In April-May 18, the protocols for regular meetings and accepted behaviour between union and police negotiators were intensified and co-ordinated, and such compromises challenged the traditional culture which meant that the employer merely needed to contract police who would clear pickets by either persuasion or force.


Criticism of police inertia


Criticism by some conservative politicians focused on the police's inaction against the MUA assemblies. Police command, exhibiting independence from political pressure, ensured that police members would not be manipulated in the dispute. At East Swanson Dock, Patrick's Chairperson Chris Corrigan, having assumed that police would clear terminal entrances, condemned the police for failing to fulfil statutory obligation to remove people obstructing commerce, the pickets being neither peaceful nor legal. Same as Stuart Wood and Des Moore are both condemned the failure of the police to enforce the law in the waterfront dispute and alleged that police avoided confrontation with large groups, which encourage violent action by protesters, and require to return to Blamey-style policing response to picketing.


But Corrigan appears to have acted upon the traditional assumption that if the employer demands police intervention to clear passage that police will naturally concur without consideration of the consequences. In face, the ultimate responsibility of police is to preserve life and protect property. A modern policing tactic, designed to attain these objectives and common to both minor and major industrial disputes, is to hasten slowly, even at a pace, coz it provides time for the industrial protagonists, employers and workers, to consult and possibly negotiate the conflict without police intervention. The question remains from whom or from where does an aggressive employer seek a coercive force to remove pickets, if dissatisfied with the role of the public police.


The police commissioners at their annual conference in Melbourne on 1 April issued a consensual statement advocating a "negotiate" and "non-violent" resolution of the maritime dispute. The police would act as necessary to deal with unlawful blockades, but reaffirmed their strong desire that the maritime dispute is settled through negotiations and the legal processes rather than violent conflict. After the commissioners' communiqu, there was no further attempt by police to remove picket lines around the Australian ports.


The vicissitudes of policing the Liverpool lockout


In late September 15, dock workers were locked out by the Mersey Dock and Harbour Company (MDHC), and there was no trouble despite the dockers' protest. The cost to the Merseyside Police of deploying a daily police presence including overtime payments until March 17 was between 1.5 and million pounds, and the routine monitoring as not proper police work; the police did not appreciate being at the Liverpool Docks at 5 am in the winter.
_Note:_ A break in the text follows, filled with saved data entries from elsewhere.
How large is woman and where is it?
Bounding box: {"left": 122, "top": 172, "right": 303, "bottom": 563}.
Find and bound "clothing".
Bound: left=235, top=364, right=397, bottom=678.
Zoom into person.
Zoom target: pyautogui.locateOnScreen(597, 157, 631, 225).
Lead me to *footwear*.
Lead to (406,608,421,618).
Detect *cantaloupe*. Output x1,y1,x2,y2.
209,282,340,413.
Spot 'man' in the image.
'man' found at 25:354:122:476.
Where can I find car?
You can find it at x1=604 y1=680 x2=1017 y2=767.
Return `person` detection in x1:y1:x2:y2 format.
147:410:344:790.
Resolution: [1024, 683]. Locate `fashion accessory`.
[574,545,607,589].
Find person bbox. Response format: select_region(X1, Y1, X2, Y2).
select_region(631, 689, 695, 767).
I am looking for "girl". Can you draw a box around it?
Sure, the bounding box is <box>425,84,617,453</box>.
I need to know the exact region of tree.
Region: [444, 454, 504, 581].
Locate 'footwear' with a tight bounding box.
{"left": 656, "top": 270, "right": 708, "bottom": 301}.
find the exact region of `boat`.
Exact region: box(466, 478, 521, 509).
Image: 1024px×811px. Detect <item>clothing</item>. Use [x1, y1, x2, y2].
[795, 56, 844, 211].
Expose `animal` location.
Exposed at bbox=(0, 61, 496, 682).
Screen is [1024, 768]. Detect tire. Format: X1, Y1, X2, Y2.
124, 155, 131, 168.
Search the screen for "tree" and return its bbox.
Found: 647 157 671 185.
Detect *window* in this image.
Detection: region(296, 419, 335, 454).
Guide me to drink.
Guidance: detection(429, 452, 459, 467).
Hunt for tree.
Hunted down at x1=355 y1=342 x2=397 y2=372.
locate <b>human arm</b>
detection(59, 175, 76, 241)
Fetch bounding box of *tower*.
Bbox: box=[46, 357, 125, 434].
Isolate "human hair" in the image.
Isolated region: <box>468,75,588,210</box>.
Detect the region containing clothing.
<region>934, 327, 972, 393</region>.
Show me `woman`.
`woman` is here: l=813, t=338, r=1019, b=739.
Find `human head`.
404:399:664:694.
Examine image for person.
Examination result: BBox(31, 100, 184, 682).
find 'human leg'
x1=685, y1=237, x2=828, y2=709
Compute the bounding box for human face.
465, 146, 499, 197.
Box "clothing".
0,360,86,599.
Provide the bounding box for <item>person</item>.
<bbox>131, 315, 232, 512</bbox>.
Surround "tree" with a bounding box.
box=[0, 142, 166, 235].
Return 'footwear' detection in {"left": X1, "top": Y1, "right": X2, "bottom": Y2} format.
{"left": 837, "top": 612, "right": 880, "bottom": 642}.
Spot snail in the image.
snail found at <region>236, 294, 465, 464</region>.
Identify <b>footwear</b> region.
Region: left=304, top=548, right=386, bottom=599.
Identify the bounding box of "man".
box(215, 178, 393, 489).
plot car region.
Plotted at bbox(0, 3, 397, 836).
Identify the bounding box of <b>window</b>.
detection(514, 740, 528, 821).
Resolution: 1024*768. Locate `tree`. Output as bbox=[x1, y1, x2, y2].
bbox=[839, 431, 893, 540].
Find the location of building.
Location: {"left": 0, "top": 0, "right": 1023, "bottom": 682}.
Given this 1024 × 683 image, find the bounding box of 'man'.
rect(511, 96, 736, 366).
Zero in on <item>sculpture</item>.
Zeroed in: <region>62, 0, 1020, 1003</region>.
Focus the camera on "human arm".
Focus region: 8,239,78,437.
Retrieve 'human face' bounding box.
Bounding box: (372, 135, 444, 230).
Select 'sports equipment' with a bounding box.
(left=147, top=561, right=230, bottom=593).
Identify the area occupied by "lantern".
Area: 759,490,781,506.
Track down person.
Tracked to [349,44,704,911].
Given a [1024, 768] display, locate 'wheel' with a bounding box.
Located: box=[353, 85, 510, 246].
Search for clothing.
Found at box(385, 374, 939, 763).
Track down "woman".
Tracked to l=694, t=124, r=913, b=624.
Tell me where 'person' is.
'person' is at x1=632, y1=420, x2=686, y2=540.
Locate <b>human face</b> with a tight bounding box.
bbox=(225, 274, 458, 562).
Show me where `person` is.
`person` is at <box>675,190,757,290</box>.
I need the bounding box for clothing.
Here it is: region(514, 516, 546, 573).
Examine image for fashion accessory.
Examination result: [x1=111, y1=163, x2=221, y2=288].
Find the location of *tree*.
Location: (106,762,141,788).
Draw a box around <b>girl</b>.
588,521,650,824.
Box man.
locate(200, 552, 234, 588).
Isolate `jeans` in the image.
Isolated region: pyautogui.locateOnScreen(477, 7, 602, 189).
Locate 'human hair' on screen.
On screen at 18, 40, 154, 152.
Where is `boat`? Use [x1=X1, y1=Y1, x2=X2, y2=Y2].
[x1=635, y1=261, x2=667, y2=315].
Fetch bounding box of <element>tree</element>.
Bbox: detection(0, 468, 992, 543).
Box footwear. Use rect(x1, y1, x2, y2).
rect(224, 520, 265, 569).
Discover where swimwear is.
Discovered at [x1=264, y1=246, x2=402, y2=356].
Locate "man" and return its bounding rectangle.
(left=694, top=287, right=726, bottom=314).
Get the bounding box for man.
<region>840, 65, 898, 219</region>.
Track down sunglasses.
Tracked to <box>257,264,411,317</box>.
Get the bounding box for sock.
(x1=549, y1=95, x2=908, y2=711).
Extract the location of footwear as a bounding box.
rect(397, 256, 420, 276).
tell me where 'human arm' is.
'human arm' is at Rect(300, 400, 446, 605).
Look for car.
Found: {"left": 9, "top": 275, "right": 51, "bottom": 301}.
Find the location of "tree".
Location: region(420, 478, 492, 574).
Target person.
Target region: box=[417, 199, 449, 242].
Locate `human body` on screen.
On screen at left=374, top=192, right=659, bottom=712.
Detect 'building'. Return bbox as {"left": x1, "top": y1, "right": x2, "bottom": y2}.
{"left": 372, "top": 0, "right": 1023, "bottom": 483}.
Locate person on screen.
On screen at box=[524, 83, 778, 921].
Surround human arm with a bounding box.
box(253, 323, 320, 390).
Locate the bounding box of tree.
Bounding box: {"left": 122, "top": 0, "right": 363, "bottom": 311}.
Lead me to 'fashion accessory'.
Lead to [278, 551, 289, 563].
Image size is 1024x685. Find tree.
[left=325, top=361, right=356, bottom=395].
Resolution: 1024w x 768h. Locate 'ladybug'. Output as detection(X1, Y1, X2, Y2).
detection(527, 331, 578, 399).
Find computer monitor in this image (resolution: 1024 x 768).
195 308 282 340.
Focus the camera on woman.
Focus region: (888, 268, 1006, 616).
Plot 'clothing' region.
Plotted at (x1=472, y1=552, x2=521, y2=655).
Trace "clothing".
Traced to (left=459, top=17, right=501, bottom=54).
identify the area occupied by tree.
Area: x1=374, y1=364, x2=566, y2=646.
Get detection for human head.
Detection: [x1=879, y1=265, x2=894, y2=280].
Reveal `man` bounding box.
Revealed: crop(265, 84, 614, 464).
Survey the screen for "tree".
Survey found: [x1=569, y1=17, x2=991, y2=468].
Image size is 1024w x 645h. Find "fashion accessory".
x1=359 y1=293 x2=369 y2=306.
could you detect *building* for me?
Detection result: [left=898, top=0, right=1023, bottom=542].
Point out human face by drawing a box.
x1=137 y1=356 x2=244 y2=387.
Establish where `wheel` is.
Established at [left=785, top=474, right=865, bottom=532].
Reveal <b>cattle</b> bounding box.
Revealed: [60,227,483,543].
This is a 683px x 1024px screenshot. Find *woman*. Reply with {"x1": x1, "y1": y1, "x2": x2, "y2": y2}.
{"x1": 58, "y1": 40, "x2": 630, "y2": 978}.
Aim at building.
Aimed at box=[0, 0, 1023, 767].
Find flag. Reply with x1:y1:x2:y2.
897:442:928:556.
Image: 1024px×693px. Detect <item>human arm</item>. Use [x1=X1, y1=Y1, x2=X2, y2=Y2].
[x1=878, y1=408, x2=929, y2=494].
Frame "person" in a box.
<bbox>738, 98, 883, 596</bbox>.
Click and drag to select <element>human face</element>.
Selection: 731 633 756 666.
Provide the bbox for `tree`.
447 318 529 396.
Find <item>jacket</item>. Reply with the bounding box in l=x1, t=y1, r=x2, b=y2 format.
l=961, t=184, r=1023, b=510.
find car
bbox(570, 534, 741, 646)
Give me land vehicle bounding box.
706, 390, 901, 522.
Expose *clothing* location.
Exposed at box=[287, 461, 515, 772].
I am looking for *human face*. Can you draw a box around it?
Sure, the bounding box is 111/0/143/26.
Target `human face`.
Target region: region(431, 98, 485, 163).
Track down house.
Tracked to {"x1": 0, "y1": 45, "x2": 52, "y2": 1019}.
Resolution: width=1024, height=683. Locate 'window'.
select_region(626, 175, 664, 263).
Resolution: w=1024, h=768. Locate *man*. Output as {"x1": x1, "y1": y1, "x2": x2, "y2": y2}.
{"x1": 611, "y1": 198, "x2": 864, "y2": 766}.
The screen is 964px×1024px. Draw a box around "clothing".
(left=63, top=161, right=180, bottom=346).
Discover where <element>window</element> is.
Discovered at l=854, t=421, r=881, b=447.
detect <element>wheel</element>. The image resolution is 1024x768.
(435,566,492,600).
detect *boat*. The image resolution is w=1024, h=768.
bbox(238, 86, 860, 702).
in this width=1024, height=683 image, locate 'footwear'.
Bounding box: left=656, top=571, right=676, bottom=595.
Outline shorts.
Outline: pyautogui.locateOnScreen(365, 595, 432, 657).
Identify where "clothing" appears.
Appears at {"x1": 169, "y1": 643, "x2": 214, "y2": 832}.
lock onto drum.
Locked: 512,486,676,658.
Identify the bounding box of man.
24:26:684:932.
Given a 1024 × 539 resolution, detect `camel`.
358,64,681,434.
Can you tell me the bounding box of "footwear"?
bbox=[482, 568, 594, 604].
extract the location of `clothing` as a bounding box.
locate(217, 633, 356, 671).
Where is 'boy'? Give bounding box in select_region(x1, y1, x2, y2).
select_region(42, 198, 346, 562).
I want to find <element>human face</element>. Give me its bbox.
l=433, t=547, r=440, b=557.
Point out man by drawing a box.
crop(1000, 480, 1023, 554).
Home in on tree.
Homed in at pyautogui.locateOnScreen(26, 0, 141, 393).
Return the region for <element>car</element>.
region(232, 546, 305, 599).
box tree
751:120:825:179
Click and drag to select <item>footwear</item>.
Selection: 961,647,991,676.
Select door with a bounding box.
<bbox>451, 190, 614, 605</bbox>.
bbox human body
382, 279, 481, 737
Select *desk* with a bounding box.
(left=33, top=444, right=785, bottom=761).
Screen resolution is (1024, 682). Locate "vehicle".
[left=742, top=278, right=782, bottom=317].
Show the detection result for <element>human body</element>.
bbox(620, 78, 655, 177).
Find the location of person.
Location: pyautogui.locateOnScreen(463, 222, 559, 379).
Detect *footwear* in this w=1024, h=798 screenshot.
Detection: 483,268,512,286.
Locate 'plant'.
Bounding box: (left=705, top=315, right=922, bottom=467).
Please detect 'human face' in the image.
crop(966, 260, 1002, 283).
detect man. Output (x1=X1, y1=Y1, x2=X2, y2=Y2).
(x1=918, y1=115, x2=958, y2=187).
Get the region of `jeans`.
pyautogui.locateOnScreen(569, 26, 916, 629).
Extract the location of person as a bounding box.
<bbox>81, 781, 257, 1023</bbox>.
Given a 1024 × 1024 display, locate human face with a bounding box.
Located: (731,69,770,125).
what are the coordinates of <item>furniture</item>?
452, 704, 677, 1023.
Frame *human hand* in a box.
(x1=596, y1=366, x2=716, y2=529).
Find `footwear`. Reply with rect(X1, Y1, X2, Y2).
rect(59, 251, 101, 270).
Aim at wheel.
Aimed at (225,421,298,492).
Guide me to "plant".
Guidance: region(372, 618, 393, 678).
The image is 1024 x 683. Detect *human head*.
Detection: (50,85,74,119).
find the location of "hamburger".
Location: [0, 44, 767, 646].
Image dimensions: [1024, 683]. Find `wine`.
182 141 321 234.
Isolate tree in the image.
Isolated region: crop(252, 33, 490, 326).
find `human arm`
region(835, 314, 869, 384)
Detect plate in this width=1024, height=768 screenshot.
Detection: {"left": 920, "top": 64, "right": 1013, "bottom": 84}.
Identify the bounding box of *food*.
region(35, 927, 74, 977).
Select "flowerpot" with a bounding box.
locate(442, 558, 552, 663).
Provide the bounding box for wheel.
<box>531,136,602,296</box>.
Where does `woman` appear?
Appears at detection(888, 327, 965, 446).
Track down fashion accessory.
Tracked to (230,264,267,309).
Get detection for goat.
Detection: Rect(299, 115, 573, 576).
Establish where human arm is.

The dockers were not in conflict with the police, but they perceived the police as being on the side of the MDHC in the dispute. And the vitriolic dockers conclude that the police department certainly supported the dock company and alleged that the OSD have intimidated, beaten and even tortured dockers and their supporters in the pursuit of keeping dockers out of their jobs.


Robocops


0 September 16, a rally of three hundred dockers and supporters erupted into violence and 41 were arrested. The police blamed the presence of eco-warriors and members of the Reclaim the Street brigade for the violence.


Conclusion


Police on the Austalian wharves sought to accommodate the picketing and community protests through a restrained, consultative and non-confrontational strategy. Violence is in neither the police nor the unionists' interest.


Unlike the suppression of Stevedores in 18, the police during the 18 waterfront dispute were praised by union officials but criticised by the employer.


The future policing of industrial disputes depends fundamentally on police organisation being able to maintain their operational independence from all interested parties and being prepared to deny automatic response to employer demands. Even the non-confrontational approach has been used, but the latent coercive capacity of police even when the overall strategy has been one of peace-keeping and consultation.